At 5:26 PM -0500 10/9/96, Kevin L Prigge wrote:
Timothy C. May said:
Something ISPs could do--and may do if there is sufficient customer pressure--is to adopt a policy of "forward secrecy" (to slightly abuse this technical term). That is, to have an explicit policy--implemented in the software--of _really_ deleting the back messages once a customer downloads them to his site. This means that _backups_ must be done in a careful manner, such that even the backup tapes or disks are affected by a removal.
Interesting thought, but it fails when it gets to my scale. It would be trivial to exclude a file or set of files from normal backup, but it would be problematic to exclude files from filesystem dumps, etc. The scale I deal with (40,000 users, 12gb of /home directory files and about the same in the mail spool) would make it almost impossible to provide this service with accuracy to my users.
Were I implementing this on my present system, with three hard disks (.5, 1.0, and 2.9 GB), I would just move the mail spool for the "no backups" customers to one of the disks and then just not back it up. I realize this could be a headache for ISPs, but the principle seems easy enough to realize: move the mail files to a place that is not backed up. (By the way, the backup utility I have is very easy to configure to back up some files, not others, on all kinds of varying schedules. I would've thought "tar" and other such vaunted Unix tools are at least as configurable.) Again, I think the most straightforward approach is to offer two kinds of service: backups and no backups. And the "no backup" customers know that no backups are kept. (BTW, it's also possible the ISP could offer a "crash recovery" buffer of, say, a few days or a few weeks, to cover crashes of its own system. The crash recovery disk would, ideally, be overwritten, with no permanent copy of it ever made. --Tim May "The government announcement is disastrous," said Jim Bidzos,.."We warned IBM that the National Security Agency would try to twist their technology." [NYT, 1996-10-02] We got computers, we're tapping phone lines, I know that that ain't allowed. ---------:---------:---------:---------:---------:---------:---------:---- Timothy C. May | Crypto Anarchy: encryption, digital money, tcmay@got.net 408-728-0152 | anonymous networks, digital pseudonyms, zero W.A.S.T.E.: Corralitos, CA | knowledge, reputations, information markets, Higher Power: 2^1,257,787-1 | black markets, collapse of governments. "National borders aren't even speed bumps on the information superhighway."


Activity: Write out each line of the listing as it stands, without the images.

◆ ◆ ◆ ◆ ◆

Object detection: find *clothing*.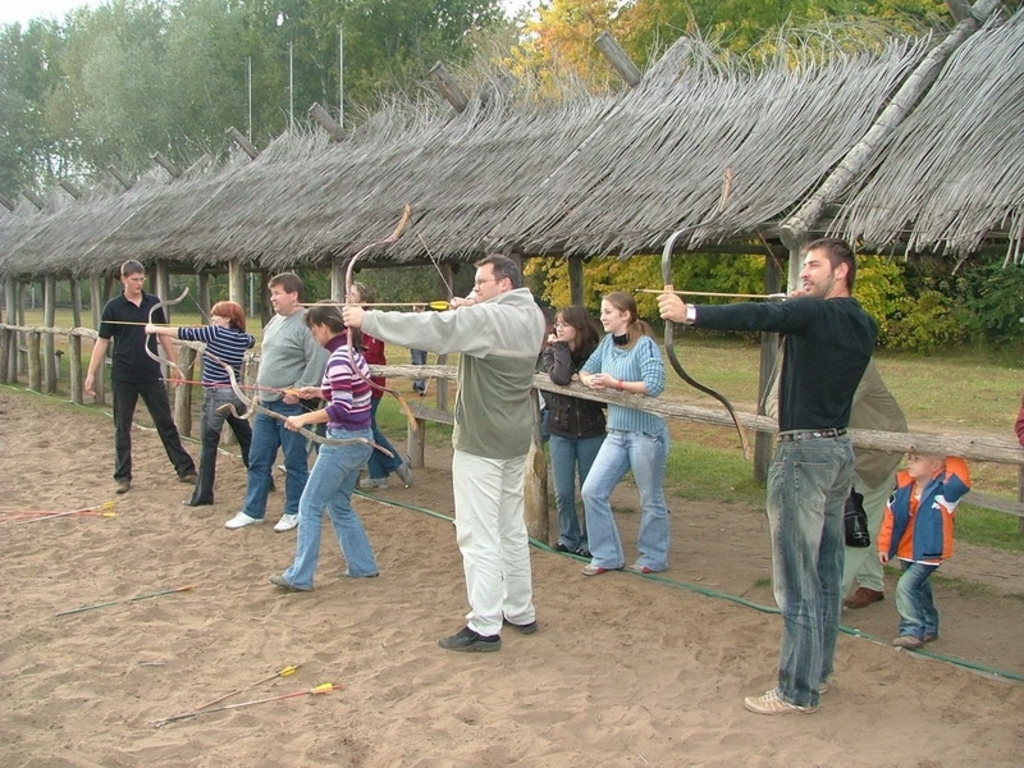
283, 338, 378, 593.
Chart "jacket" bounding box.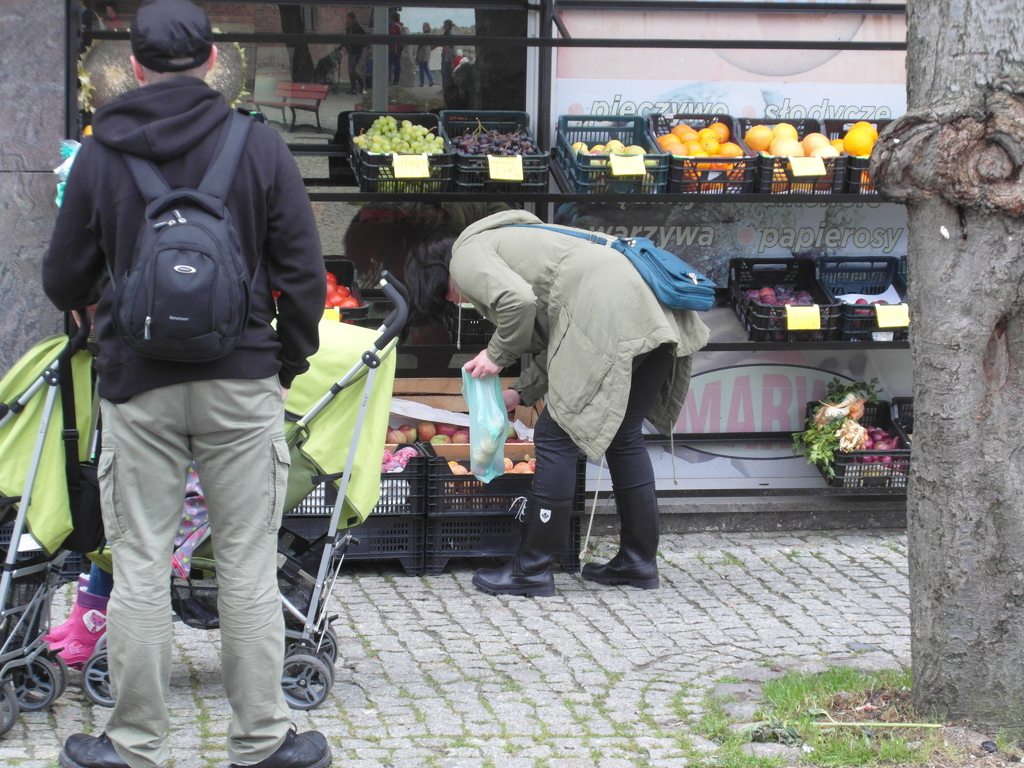
Charted: bbox=(449, 209, 710, 463).
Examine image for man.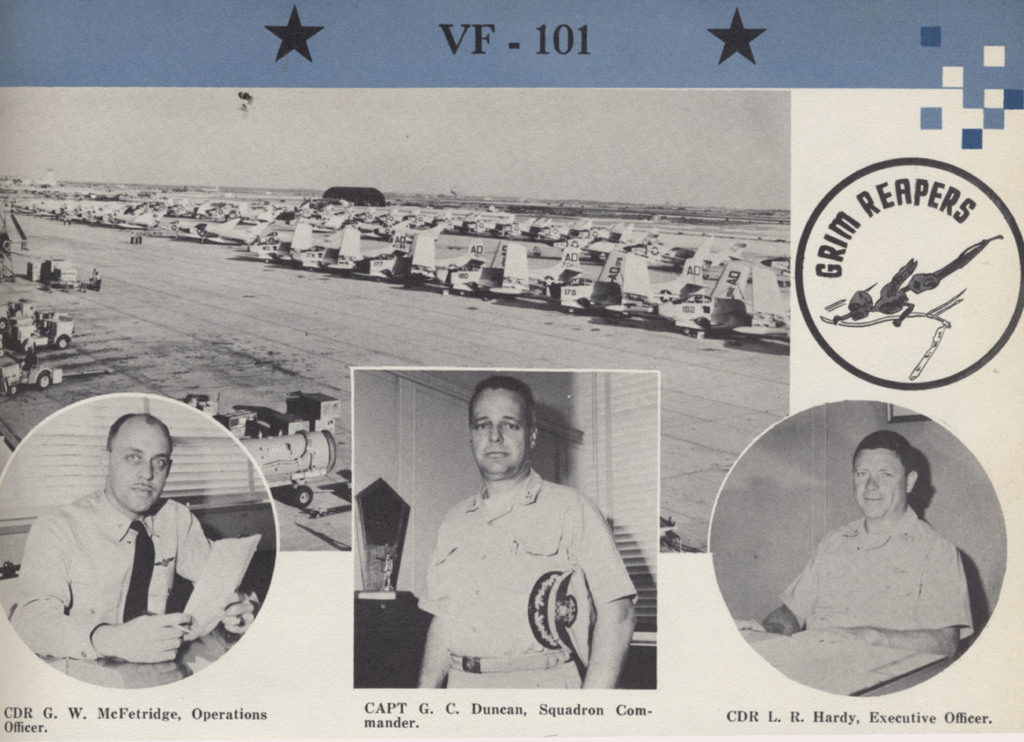
Examination result: (left=734, top=429, right=979, bottom=659).
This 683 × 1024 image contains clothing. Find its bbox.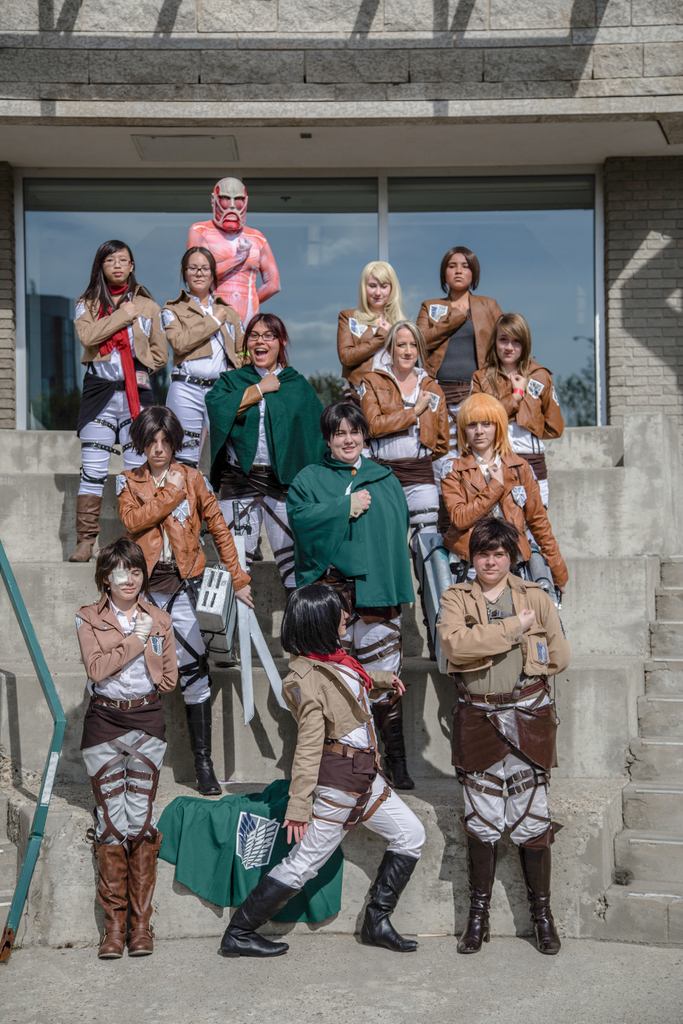
bbox(283, 452, 411, 700).
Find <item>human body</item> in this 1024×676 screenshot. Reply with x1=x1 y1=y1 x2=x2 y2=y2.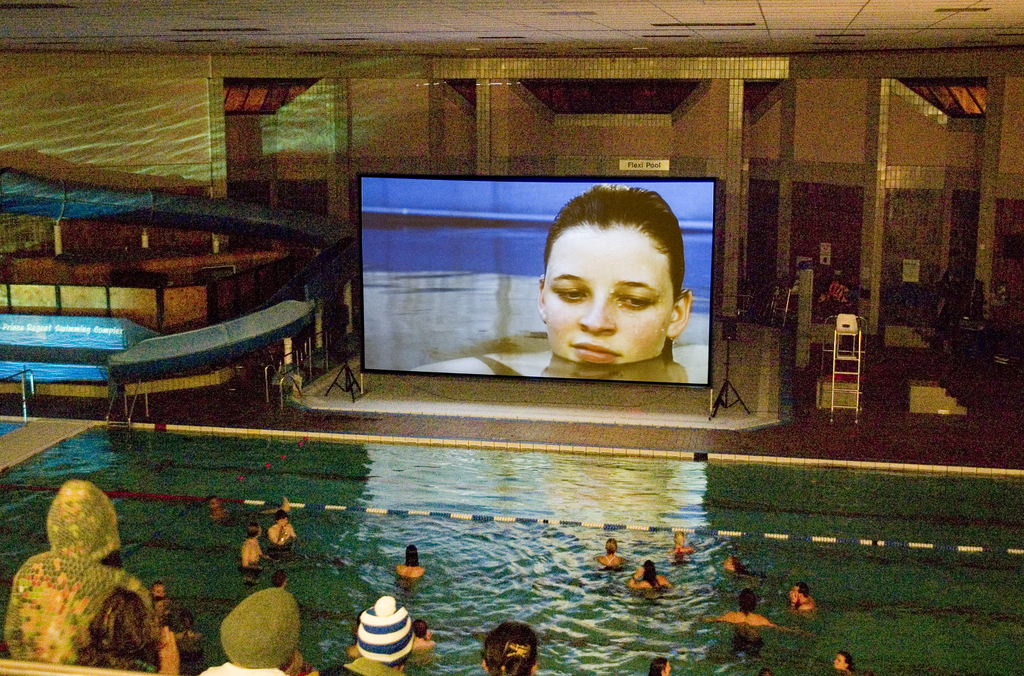
x1=630 y1=564 x2=669 y2=593.
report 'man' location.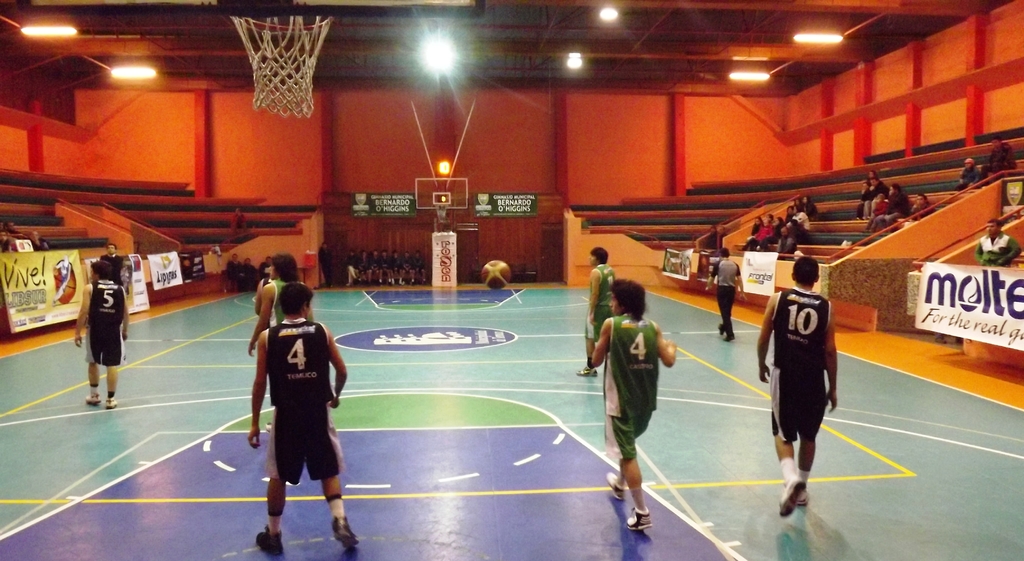
Report: 586 275 678 528.
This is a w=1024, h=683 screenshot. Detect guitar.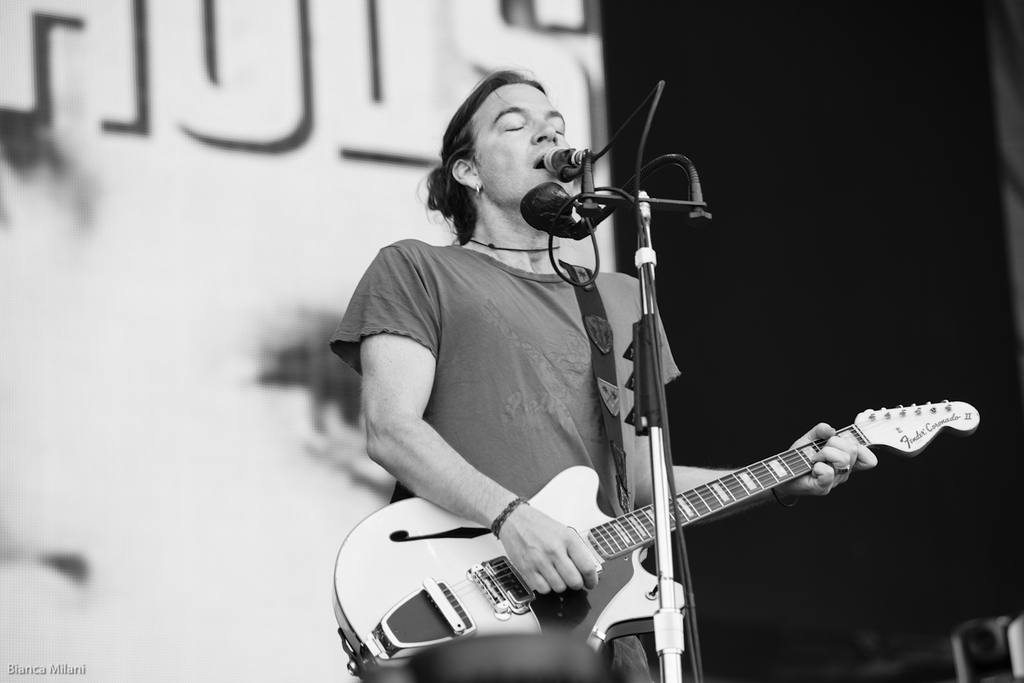
(left=382, top=373, right=984, bottom=682).
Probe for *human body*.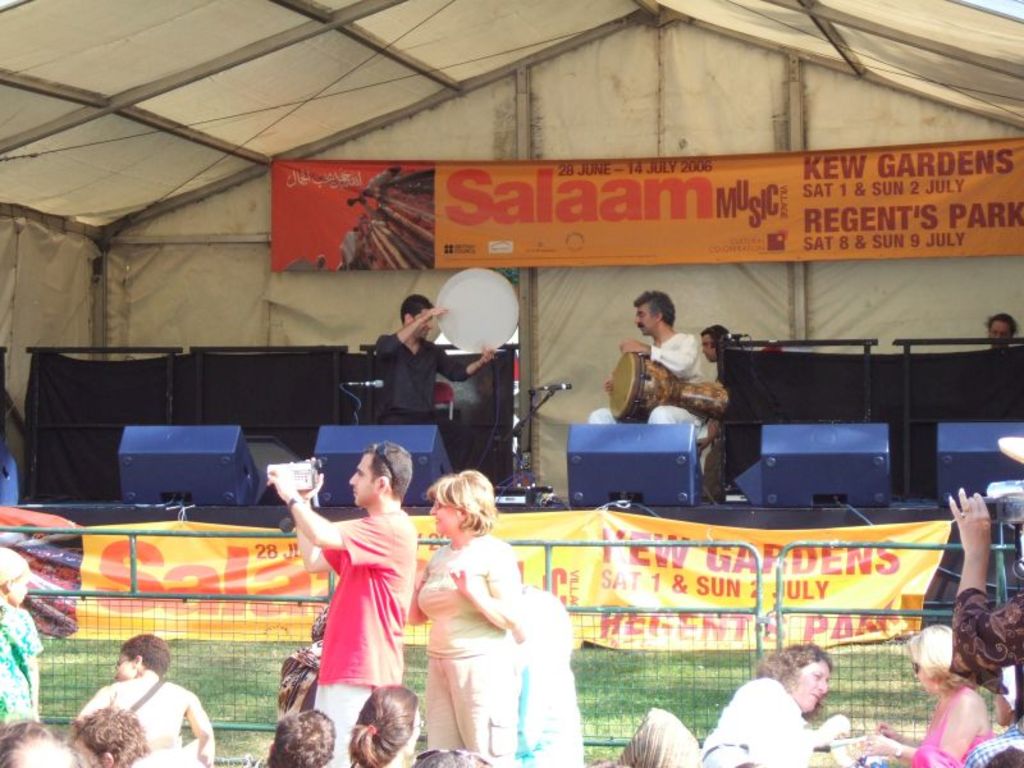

◆ ◆ ◆ ◆ ◆

Written solution:
Object detection: find *clothing*.
283, 338, 378, 593.
Chart "jacket" bounding box.
Charted: bbox=(449, 209, 710, 463).
Examine image for man.
Examination result: (left=734, top=429, right=979, bottom=659).
This 683 × 1024 image contains clothing. Find its bbox.
bbox(283, 452, 411, 700).
Find <item>human body</item> in this 1024×676 screenshot. Reply with x1=x1 y1=y1 x2=x2 y2=y2.
x1=630 y1=564 x2=669 y2=593.
report 'man' location.
Report: 586 275 678 528.
This is a w=1024, h=683 screenshot. Detect guitar.
(left=382, top=373, right=984, bottom=682).
Probe for *human body*.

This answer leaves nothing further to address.